Letters to the Editor
The editors of The Writer’s Chronicle welcome letters from our readers. Short letters of 300 words or fewer are most likely to be published, and all letters accepted for publication may be edited.
The editors of The Writer’s Chronicle welcome letters from our readers. Short letters of 300 words or fewer are most likely to be published, and all letters accepted for publication may be edited.

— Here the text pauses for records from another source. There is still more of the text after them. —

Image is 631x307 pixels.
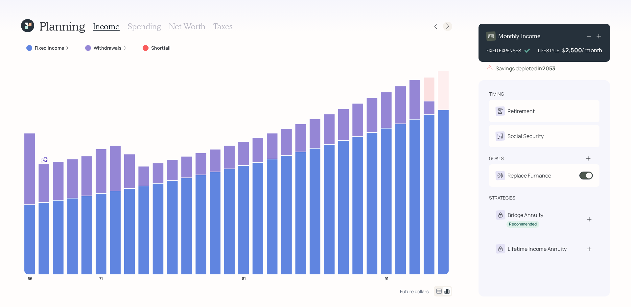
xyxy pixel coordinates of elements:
h4: Monthly Income [498,33,540,40]
div: timing [489,91,504,97]
div: strategies [489,194,515,201]
div: Future dollars [400,288,428,294]
div: goals [489,155,504,162]
tspan: 91 [384,275,388,281]
h3: Spending [127,22,161,31]
label: Shortfall [151,45,170,51]
div: 2,500 [565,46,582,54]
div: Social Security [507,132,543,140]
b: 2053 [542,65,555,72]
div: Lifetime Income Annuity [508,245,566,253]
div: Bridge Annuity [508,211,543,219]
tspan: 81 [242,275,246,281]
h4: $ [562,47,565,54]
div: LIFESTYLE [538,47,559,54]
div: Savings depleted in [495,64,555,72]
div: Replace Furnance [507,171,551,179]
h4: / month [582,47,602,54]
h3: Income [93,22,120,31]
h3: Taxes [213,22,232,31]
h1: Planning [39,19,85,33]
label: Fixed Income [35,45,64,51]
tspan: 71 [99,275,103,281]
h3: Net Worth [169,22,205,31]
tspan: 66 [28,275,32,281]
div: FIXED EXPENSES [486,47,521,54]
div: Retirement [507,107,534,115]
label: Withdrawals [94,45,122,51]
div: Recommended [509,221,536,227]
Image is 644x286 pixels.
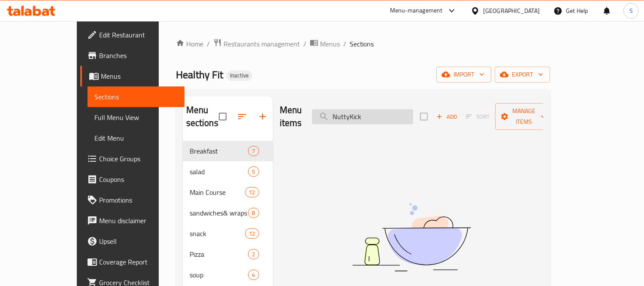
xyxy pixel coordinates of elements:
span: Edit Restaurant [99,30,178,40]
span: Add [435,112,458,121]
span: 4 [248,271,259,279]
a: Edit Menu [88,128,184,148]
a: Home [176,39,204,49]
button: Add [433,110,460,123]
a: Branches [81,45,184,66]
span: Sections [94,92,178,102]
a: Sections [88,87,184,107]
span: Coupons [99,174,178,185]
span: Sections [350,39,375,49]
div: items [248,146,259,156]
span: Edit Menu [94,133,178,143]
span: 8 [248,209,259,217]
span: Menus [320,39,340,49]
span: Main Course [190,187,246,198]
div: Inactive [227,70,252,81]
span: Select all sections [214,107,232,125]
div: [GEOGRAPHIC_DATA] [483,6,540,15]
span: 7 [248,147,259,155]
div: Breakfast7 [183,141,273,161]
h2: Menu sections [186,103,219,129]
a: Coverage Report [81,251,184,272]
span: Upsell [99,236,178,247]
span: soup [190,269,248,280]
button: Add section [252,106,273,127]
div: Pizza2 [183,244,273,264]
li: / [207,39,210,49]
a: Menu disclaimer [81,210,184,231]
span: 5 [248,168,259,176]
div: items [248,167,259,177]
span: Pizza [190,249,248,259]
span: 12 [246,230,259,238]
span: Healthy Fit [176,65,223,84]
span: import [444,69,485,80]
div: snack12 [183,223,273,244]
h2: Menu items [280,103,302,129]
span: Manage items [502,106,546,127]
div: items [245,187,259,198]
span: 12 [246,189,259,196]
div: items [248,208,259,218]
a: Menus [81,66,184,87]
span: Add item [433,110,460,123]
a: Menus [310,38,340,50]
span: 2 [248,250,259,258]
div: items [248,249,259,259]
span: Branches [99,50,178,61]
span: snack [190,229,246,239]
nav: breadcrumb [176,38,551,50]
span: export [502,69,543,80]
li: / [344,39,346,49]
div: soup4 [183,264,273,285]
div: salad5 [183,161,273,182]
span: salad [190,167,248,177]
a: Choice Groups [81,148,184,169]
div: items [248,269,259,280]
a: Upsell [81,231,184,251]
span: Menus [101,71,178,81]
div: sandwiches& wraps8 [183,203,273,223]
input: search [312,109,413,124]
button: import [436,66,491,83]
span: Menu disclaimer [99,216,178,226]
a: Edit Restaurant [81,25,184,45]
span: Coverage Report [99,256,178,267]
div: Main Course12 [183,182,273,203]
span: Choice Groups [99,154,178,164]
li: / [304,39,306,49]
div: items [245,229,259,239]
span: Restaurants management [224,39,300,49]
div: Menu-management [390,6,443,16]
a: Full Menu View [88,107,184,128]
span: Full Menu View [94,112,178,123]
span: S [630,6,633,15]
button: Manage items [495,103,553,130]
span: sandwiches& wraps [190,208,248,218]
span: Inactive [227,72,252,79]
span: Select section first [460,110,495,123]
a: Promotions [81,190,184,210]
span: Promotions [99,195,178,205]
button: export [495,66,551,83]
span: Sort sections [232,106,252,127]
span: Breakfast [190,146,248,156]
a: Restaurants management [213,38,300,50]
a: Coupons [81,169,184,190]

I very much enjoyed reading Emily Rose Cole’s article “The Lyric Mode: Crip Time and Its Metaphors,” (The Writer’s Chronicle, vol. 52, #4, April 2020) especially because Cole seems to be agreeing with Plato’s reason for not including poets in his Republic. Dangerous creatures, poets, they are indeed liars. Yes, metaphor deceives, and it’s also a way to another kind of truth, of course, as Cole acknowledges. In other words, poetry is inherently subversive (just look at what it does to language), which is exactly its power. Which is why I love it. But I also understand the dangers (isn’t it wonderful to talk about the dangers of metaphor?). Like Cole, Zen Buddhist poets are suspicious of or even try to do away with metaphor, because when one thinks or writes metaphorically, one is looking away from an object rather than truly seeing it. That dynamic seems true to me as well. Much thanks for the piece.
Susan Azar Porterfield
DeKalb, IL
Emily Rose Cole Responds:
Thank you so much for this wonderfully close reading! I hadn’t thought about the connection to the Republic, though I do think that it’s not really poets who are the liars. Instead, the fabric of our language itself makes everyone, poets or not, susceptible to lies, and poets are particularly urged to pay close attention to the power they wield. In the Benjamin Jowett translation of the Republic, Socrates says to Glaucon: “The good poet cannot compose well unless he knows his subject, and . . . he who has not this knowledge can never be a poet . . . Perhaps they may have come across imitators and been deceived by them; they may not have remembered when they saw their works that these were but imitations thrice removed from the truth.” These wise words are a great reminder for the writers of today to think carefully about what we believe to be “true.” Metaphor can be dangerous, certainly. But we can choose to employ it to reveal truth, so long as we’re willing to spend time checking our sources and being careful about context.